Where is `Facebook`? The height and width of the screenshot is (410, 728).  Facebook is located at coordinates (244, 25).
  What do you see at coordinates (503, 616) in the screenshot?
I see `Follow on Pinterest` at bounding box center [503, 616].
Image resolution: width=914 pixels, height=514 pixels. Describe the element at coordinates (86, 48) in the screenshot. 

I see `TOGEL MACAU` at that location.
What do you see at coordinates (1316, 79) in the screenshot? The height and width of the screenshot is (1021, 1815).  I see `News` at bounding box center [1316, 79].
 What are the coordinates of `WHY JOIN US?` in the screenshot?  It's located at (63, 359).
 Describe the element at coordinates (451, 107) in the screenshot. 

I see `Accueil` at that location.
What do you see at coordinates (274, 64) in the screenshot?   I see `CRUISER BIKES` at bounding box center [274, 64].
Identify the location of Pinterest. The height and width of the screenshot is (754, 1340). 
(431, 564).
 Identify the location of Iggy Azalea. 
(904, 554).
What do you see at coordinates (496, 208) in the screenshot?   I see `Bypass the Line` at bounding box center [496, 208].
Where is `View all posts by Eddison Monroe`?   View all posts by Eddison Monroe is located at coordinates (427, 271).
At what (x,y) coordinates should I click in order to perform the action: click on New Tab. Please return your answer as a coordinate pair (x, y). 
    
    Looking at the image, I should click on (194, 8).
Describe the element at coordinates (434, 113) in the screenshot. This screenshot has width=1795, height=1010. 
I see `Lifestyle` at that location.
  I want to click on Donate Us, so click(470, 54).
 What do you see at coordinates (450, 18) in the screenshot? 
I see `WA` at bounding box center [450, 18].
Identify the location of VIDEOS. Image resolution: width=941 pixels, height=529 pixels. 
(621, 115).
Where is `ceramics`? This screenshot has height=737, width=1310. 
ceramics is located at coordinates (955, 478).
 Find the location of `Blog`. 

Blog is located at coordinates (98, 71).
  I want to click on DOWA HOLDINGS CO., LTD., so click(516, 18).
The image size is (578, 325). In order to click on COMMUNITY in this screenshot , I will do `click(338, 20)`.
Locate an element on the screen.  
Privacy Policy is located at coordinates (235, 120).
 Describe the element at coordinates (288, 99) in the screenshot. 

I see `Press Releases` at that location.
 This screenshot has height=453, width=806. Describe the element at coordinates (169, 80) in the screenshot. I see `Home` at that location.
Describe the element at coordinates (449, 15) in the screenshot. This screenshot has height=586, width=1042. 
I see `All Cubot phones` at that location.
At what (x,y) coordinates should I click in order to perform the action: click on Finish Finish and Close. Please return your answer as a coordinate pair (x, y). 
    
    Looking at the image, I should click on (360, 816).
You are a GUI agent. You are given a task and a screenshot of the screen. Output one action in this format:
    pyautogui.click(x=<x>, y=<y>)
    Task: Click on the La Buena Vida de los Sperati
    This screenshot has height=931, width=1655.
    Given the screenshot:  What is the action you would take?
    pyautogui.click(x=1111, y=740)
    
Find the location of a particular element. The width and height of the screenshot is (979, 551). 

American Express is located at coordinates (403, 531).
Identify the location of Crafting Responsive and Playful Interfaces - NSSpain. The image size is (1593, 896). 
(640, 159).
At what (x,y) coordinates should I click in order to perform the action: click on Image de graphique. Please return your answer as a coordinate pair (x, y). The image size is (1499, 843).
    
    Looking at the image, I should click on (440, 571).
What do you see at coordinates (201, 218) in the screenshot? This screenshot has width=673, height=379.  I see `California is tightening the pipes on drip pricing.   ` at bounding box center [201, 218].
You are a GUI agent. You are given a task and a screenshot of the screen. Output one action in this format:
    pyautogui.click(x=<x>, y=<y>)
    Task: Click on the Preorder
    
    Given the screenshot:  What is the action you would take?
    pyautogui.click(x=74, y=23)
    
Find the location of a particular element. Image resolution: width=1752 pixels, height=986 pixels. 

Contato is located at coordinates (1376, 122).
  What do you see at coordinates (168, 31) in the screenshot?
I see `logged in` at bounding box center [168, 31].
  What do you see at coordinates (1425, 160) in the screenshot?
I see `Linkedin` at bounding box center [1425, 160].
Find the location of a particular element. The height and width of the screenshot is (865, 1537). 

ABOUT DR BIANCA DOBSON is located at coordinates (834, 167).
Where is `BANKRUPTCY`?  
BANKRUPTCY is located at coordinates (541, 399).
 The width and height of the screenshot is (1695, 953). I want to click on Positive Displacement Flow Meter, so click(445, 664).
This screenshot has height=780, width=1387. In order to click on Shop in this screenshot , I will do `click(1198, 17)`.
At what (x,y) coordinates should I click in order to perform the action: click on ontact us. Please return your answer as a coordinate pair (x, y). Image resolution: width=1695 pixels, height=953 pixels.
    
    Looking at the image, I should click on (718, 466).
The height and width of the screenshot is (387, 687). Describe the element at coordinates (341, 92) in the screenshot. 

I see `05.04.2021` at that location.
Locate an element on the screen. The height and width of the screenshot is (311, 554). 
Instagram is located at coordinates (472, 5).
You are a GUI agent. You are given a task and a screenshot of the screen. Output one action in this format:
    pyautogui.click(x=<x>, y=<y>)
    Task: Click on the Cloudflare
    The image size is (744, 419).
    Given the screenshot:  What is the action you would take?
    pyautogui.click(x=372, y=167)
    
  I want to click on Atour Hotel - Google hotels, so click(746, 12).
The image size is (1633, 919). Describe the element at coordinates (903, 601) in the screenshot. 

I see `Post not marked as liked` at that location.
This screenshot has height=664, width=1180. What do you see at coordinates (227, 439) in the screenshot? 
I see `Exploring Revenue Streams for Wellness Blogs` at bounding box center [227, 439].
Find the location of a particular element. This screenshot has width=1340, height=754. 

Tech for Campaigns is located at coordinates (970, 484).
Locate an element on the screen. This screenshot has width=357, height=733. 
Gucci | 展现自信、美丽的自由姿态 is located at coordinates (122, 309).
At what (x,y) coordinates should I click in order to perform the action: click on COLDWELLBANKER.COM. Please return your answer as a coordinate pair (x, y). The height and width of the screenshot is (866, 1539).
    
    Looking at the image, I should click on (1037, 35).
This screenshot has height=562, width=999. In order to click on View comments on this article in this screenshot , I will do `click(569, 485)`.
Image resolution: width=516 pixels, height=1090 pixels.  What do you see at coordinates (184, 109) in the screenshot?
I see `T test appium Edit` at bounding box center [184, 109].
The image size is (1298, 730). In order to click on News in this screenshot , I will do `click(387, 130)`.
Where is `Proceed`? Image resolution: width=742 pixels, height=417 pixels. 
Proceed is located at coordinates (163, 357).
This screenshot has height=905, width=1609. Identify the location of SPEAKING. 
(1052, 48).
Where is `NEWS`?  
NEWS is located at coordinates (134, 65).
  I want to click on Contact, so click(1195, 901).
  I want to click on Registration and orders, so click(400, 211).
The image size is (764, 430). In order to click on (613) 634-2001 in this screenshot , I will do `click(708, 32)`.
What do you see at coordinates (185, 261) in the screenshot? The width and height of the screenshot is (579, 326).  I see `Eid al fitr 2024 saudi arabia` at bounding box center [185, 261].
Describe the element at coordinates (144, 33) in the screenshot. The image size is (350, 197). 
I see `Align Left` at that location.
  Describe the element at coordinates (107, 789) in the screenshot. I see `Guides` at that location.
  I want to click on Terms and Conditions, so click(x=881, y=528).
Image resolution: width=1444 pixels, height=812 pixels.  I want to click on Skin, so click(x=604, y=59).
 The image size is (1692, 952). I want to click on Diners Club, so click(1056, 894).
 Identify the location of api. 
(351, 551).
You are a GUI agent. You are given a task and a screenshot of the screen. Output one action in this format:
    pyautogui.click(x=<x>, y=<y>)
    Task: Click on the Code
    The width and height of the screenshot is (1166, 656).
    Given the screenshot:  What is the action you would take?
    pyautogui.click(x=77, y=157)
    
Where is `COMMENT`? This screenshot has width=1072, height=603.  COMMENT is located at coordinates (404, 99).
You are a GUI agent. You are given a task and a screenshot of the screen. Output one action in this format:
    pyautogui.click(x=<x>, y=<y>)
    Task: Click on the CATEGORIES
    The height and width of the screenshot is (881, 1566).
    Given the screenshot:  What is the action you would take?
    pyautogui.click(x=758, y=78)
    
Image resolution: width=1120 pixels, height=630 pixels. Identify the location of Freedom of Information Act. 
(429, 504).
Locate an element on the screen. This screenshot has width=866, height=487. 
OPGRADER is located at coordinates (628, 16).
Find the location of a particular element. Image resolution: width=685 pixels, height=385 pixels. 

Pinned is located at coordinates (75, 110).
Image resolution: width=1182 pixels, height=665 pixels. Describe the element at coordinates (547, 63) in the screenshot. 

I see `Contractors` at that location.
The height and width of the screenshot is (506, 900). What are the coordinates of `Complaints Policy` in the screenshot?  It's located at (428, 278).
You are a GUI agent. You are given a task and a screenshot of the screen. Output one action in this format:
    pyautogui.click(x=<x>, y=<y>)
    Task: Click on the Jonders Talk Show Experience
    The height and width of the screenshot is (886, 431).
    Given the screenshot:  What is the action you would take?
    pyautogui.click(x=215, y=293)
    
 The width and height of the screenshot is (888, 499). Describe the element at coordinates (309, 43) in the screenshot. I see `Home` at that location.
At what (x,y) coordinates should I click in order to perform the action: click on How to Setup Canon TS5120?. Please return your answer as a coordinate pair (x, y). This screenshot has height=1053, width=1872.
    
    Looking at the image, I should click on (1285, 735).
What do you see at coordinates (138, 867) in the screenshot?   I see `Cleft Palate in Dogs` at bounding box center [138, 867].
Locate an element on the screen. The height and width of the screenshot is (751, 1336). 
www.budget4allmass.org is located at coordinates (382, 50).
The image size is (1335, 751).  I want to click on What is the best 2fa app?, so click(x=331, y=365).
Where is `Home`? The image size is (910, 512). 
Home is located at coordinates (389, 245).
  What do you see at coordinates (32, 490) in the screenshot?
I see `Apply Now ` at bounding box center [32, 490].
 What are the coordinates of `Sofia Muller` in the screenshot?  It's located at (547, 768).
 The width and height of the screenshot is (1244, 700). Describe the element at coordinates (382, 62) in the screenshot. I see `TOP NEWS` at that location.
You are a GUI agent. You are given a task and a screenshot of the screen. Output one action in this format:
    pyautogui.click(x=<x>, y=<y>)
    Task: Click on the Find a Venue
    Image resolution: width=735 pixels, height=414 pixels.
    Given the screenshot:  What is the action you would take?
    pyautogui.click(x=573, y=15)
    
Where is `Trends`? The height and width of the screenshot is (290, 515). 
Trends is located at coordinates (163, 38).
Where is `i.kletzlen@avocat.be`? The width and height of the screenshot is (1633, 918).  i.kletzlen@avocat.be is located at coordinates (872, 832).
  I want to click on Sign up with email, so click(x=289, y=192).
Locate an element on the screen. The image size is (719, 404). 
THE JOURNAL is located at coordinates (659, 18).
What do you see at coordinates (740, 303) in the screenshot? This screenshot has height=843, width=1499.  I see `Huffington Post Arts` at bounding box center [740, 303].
-*-*-
→ AIM OF THE TASK:
Exactly as they stand, please print the lines from the first line of the records above down to the line that includes "What do you see at coordinates (274, 64)", both of those included and no others.

→ WRITTEN ANSWER:
Where is `Facebook`? The height and width of the screenshot is (410, 728).  Facebook is located at coordinates (244, 25).
  What do you see at coordinates (503, 616) in the screenshot?
I see `Follow on Pinterest` at bounding box center [503, 616].
Image resolution: width=914 pixels, height=514 pixels. Describe the element at coordinates (86, 48) in the screenshot. 

I see `TOGEL MACAU` at that location.
What do you see at coordinates (1316, 79) in the screenshot? The height and width of the screenshot is (1021, 1815).  I see `News` at bounding box center [1316, 79].
 What are the coordinates of `WHY JOIN US?` in the screenshot?  It's located at (63, 359).
 Describe the element at coordinates (451, 107) in the screenshot. 

I see `Accueil` at that location.
What do you see at coordinates (274, 64) in the screenshot?   I see `CRUISER BIKES` at bounding box center [274, 64].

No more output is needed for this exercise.